Features

‘Pardesi’ to ‘Paintra’: The mysterious dancers of Anurag Kashyap

Whether it is The Twilight Players in a pub in Paharganj or the breakdancer in the ghats of Benaras, the filmmaker has a penchant for dancers popping up in unexpected places

Sankhayan Ghosh

In the song 'Paintra' from Anurag Kashyap's Mukkabaaz, playing currently in theatres, a guy (Ankit Singh) break-dances with abandon in the ghats of Benaras. It is a part of the film's hero Shravan Kumar's(Vineet Kumar Singh) training montage scene. It brings to mind the trio of dancers (Twilight Players) from Kashyap's 2009 film Dev.D. They groove coolly to the song 'Pardesi' in a neon-lit pub in Paharganj, Delhi, as Dev(Abhay Deol), the protagonist, in self-destructive mode, downs one tequila shot after another.

The writer-director has always found ways to incorporate song and dance in his films that seem natural — whether it is Nawazuddin Siddiqui as the star singer of a brass band in Dev.D, and Mukkabaaz; or Piyush Mishra as Prithvi Bana, a jester who writes and sings politically charged songs in Gulaal; or the Mithun Chakraborty-impersonator in Gangs of Wasseypur 1These appearances are more realistic in the sense that they seem to be a part of the place the scenes are set in — a wedding, a funeral, an election campaign.

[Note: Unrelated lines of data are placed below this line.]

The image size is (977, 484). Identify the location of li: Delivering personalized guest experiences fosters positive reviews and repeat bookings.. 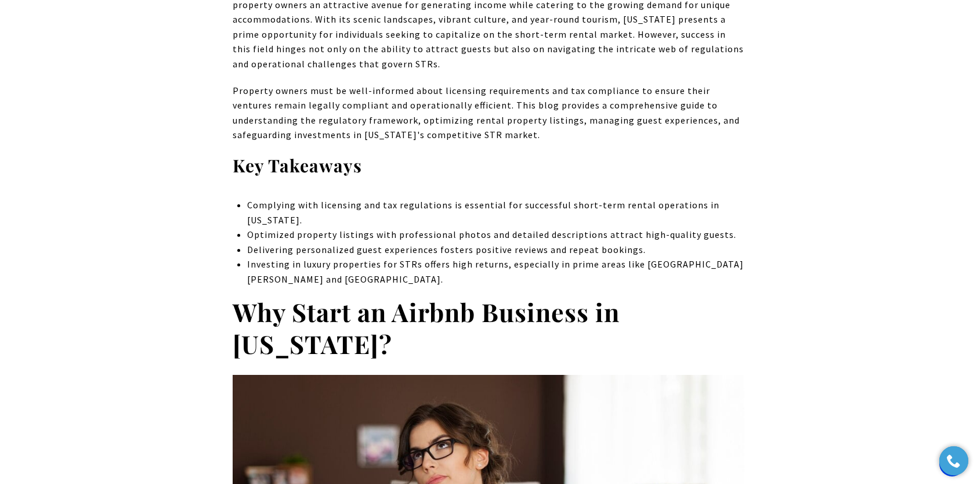
(495, 250).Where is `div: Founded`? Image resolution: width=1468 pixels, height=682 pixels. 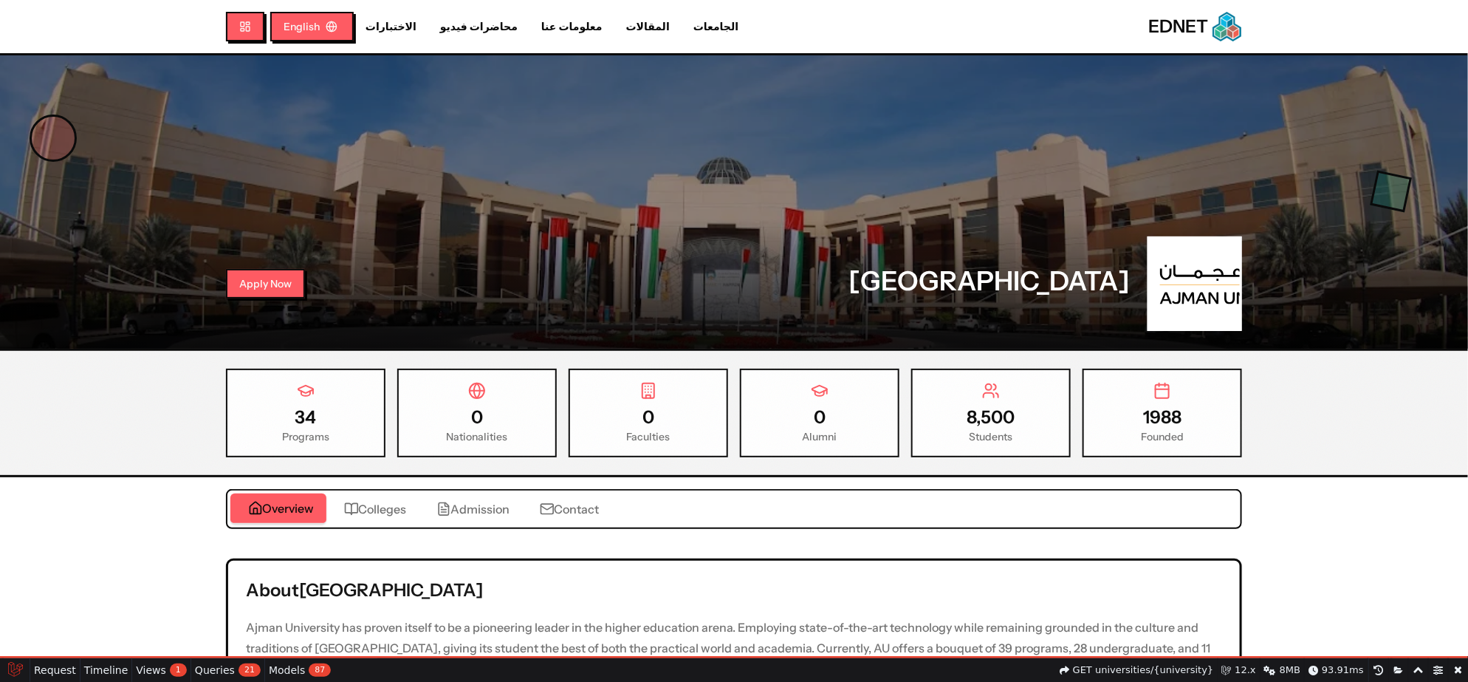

The "dancing characters" in 'Pardesi'(they appear later as well in the song 'Saali Khushi') and 'Paintra' are more otherworldly. They pop up in unexpected places, their roles in the narrative not so obvious: Singh, in T-shirt and track pants, befits a dance studio rather than the banks of the Ganges, and the three brothers from Dev.D, dressed in hats and three-piece suits, seem to have been transported from another place, another era. "Yes, those are spontaneous choices I make not because the film needs them but because I discovered them at last moment and somehow wanted to put them out there and improvise," says Kashyap.

During the filming of Mukkabaaz, Kashyap had found Singh rehearsing all by himself by the ghats in the evening. He had met The Twilight Players in London, hung out with them, saw their videos and decided to use them in Dev.D. "They just become, kind of, witnesses to the story," he says.